10. Better Access to Co-Investments

Co-investments—direct investments alongside a fund’s primary deals—are crucial because they often:

  • Come with no management fee
  • Come with no performance fee
  • Allow investors to increase exposure to top-performing assets
  • Improve net returns materially

Institutions with SMAs typically receive priority access to these opportunities.


11. Regulatory and Governance Advantages

Many institutions must meet strict:

  • Reporting standards
  • Compliance requirements
  • Risk management frameworks
  • Governance rules

SMAs can be structured to satisfy these internal and external obligations:

  • Custom audit and reporting packages
  • Tailored valuation methodologies
  • Specialized risk metrics
  • Legal structures compatible with regulatory bodies

This makes them ideal for pensions, sovereign funds, and endowments.

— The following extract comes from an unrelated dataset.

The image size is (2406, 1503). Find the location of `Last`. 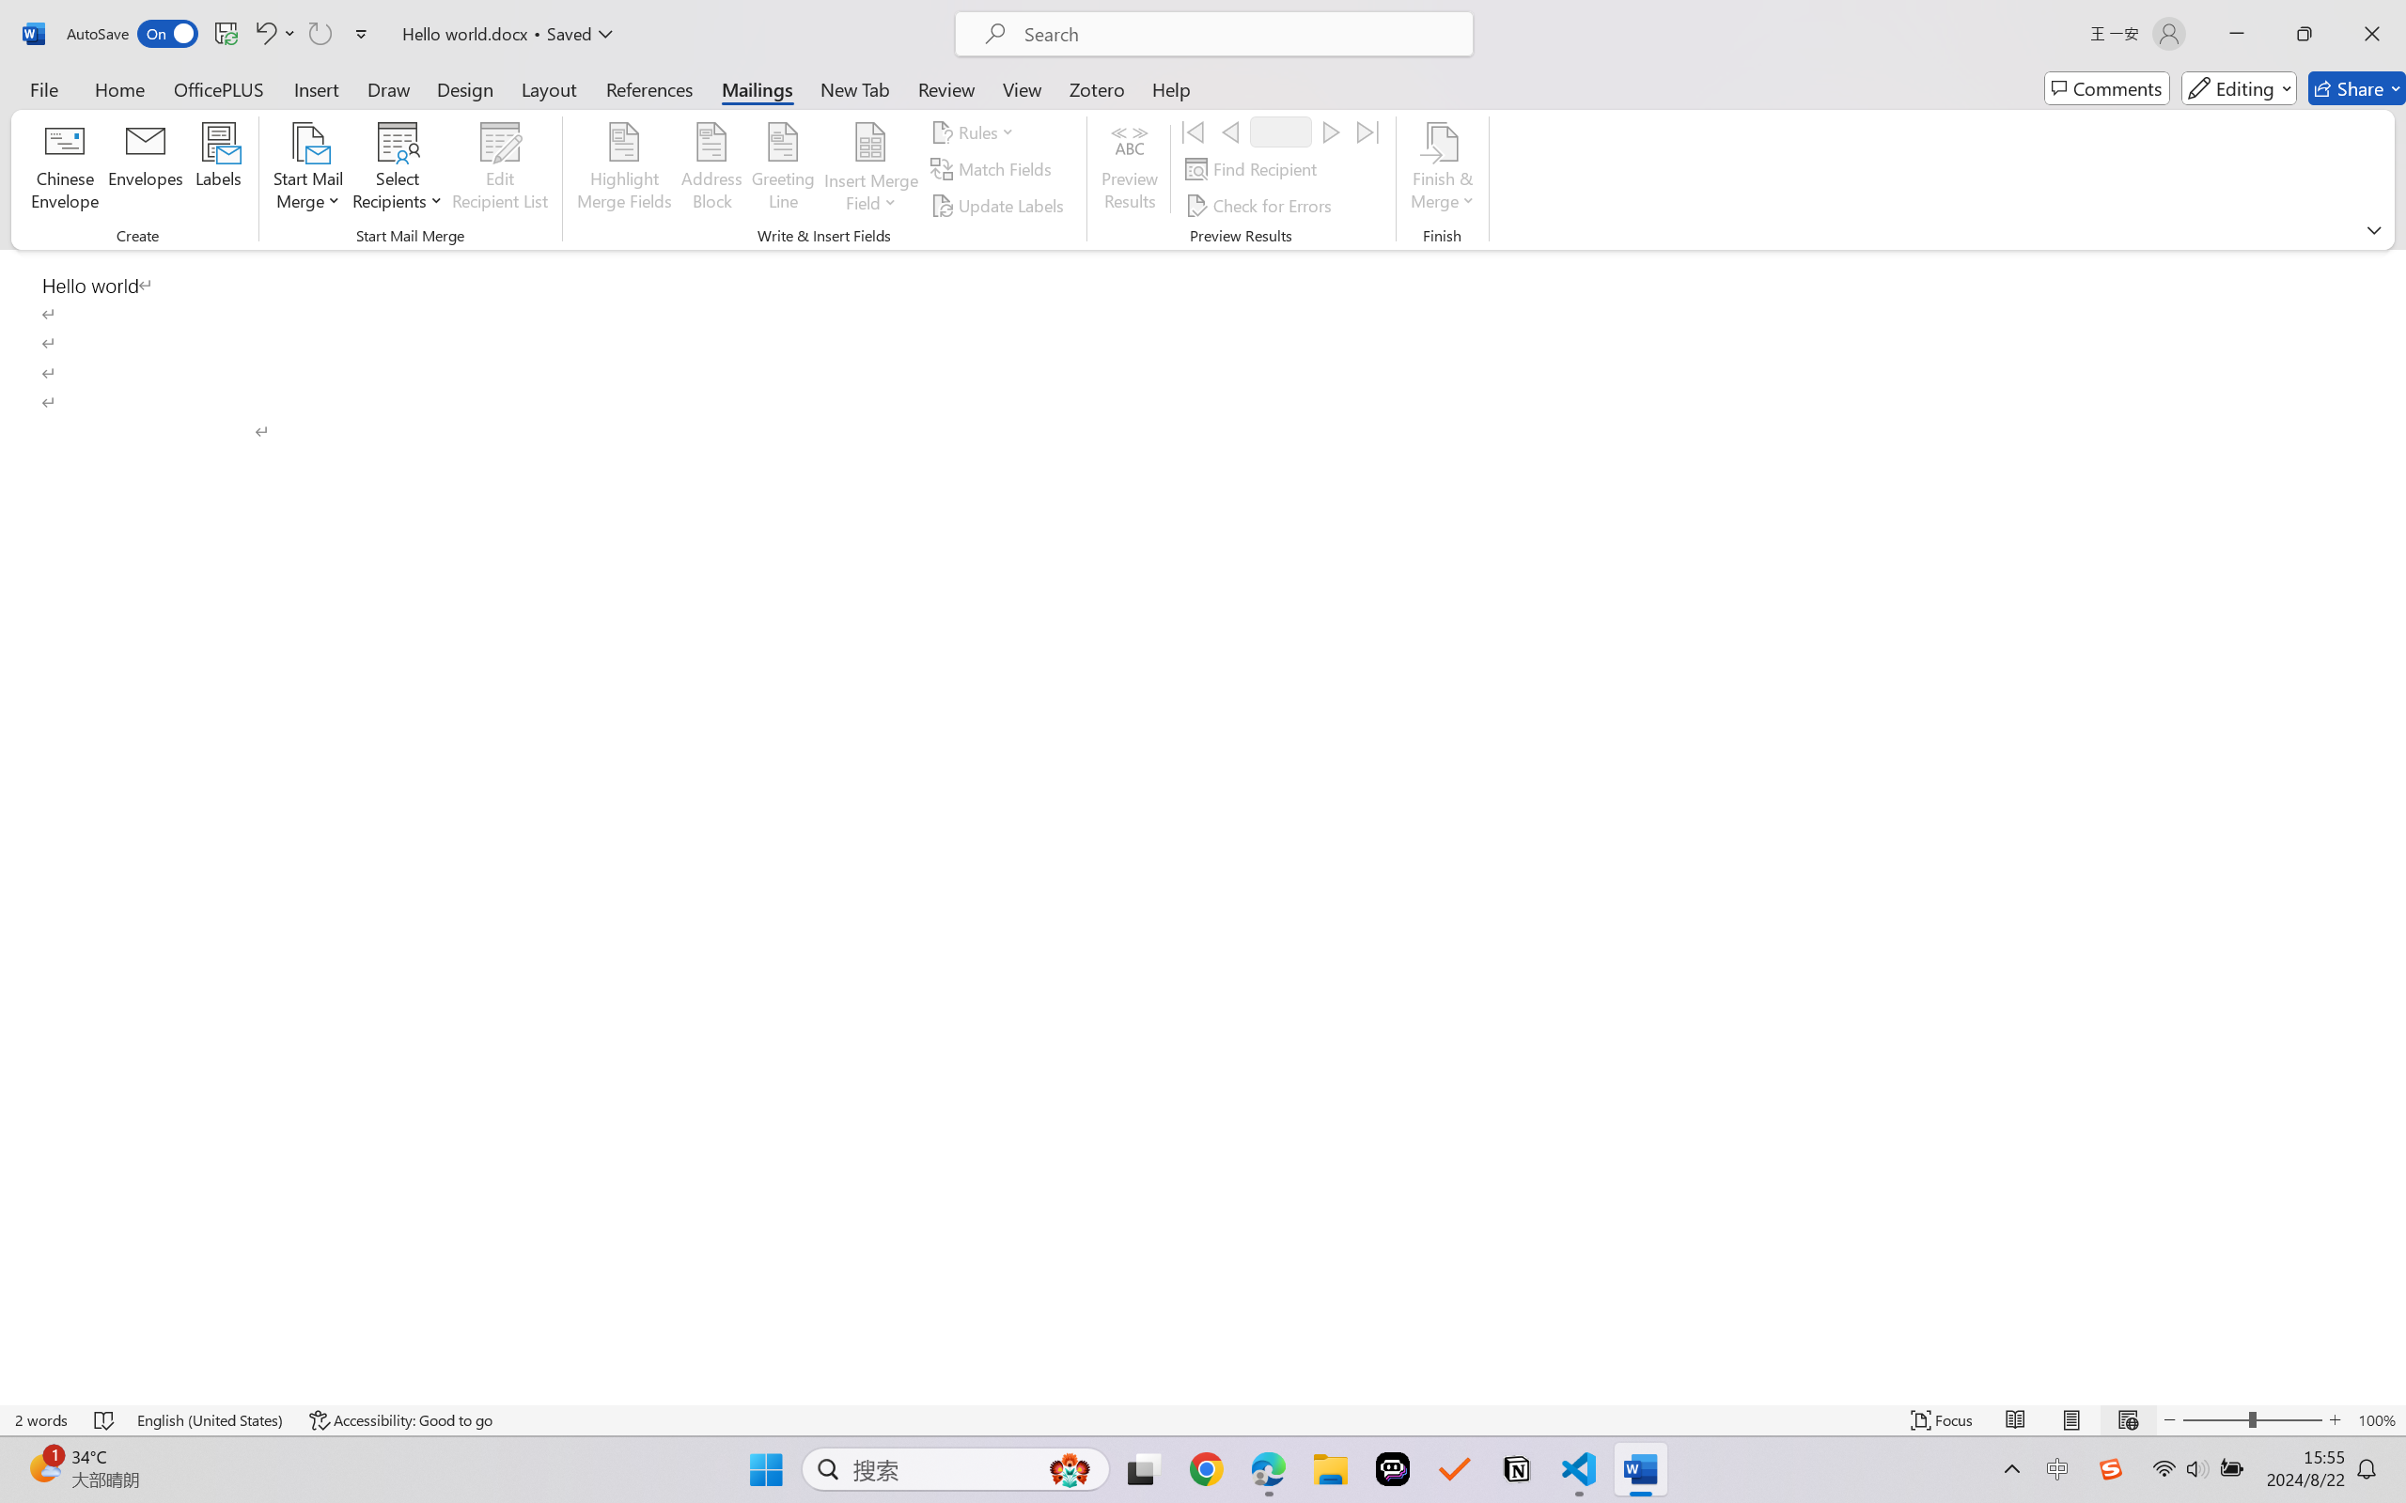

Last is located at coordinates (1368, 131).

12. SMAs Are Transforming the Alternative Investment Landscape

Sophisticated investors increasingly view SMAs as the preferred way to participate in private markets because they combine:

  • The control of direct investing
  • The expertise of professional management
  • The advantages of private market returns
  • The freedom from commingled fund constraints

As a result, SMAs are one of the fastest-growing segments in private markets — particularly in private equity, private credit, and real estate.


Final Takeaway

Separately Managed Accounts (SMAs) provide institutions with:

  • Custom strategies
  • Greater control over capital
  • Enhanced transparency
  • Lower fees
  • Direct ownership
  • Better alignment
  • Reduced structural risk
  • Superior access to co-investments

For large-scale investors, SMAs represent the optimal blend of flexibility, precision, and performance, making them a central tool in modern alternative investment portfolios.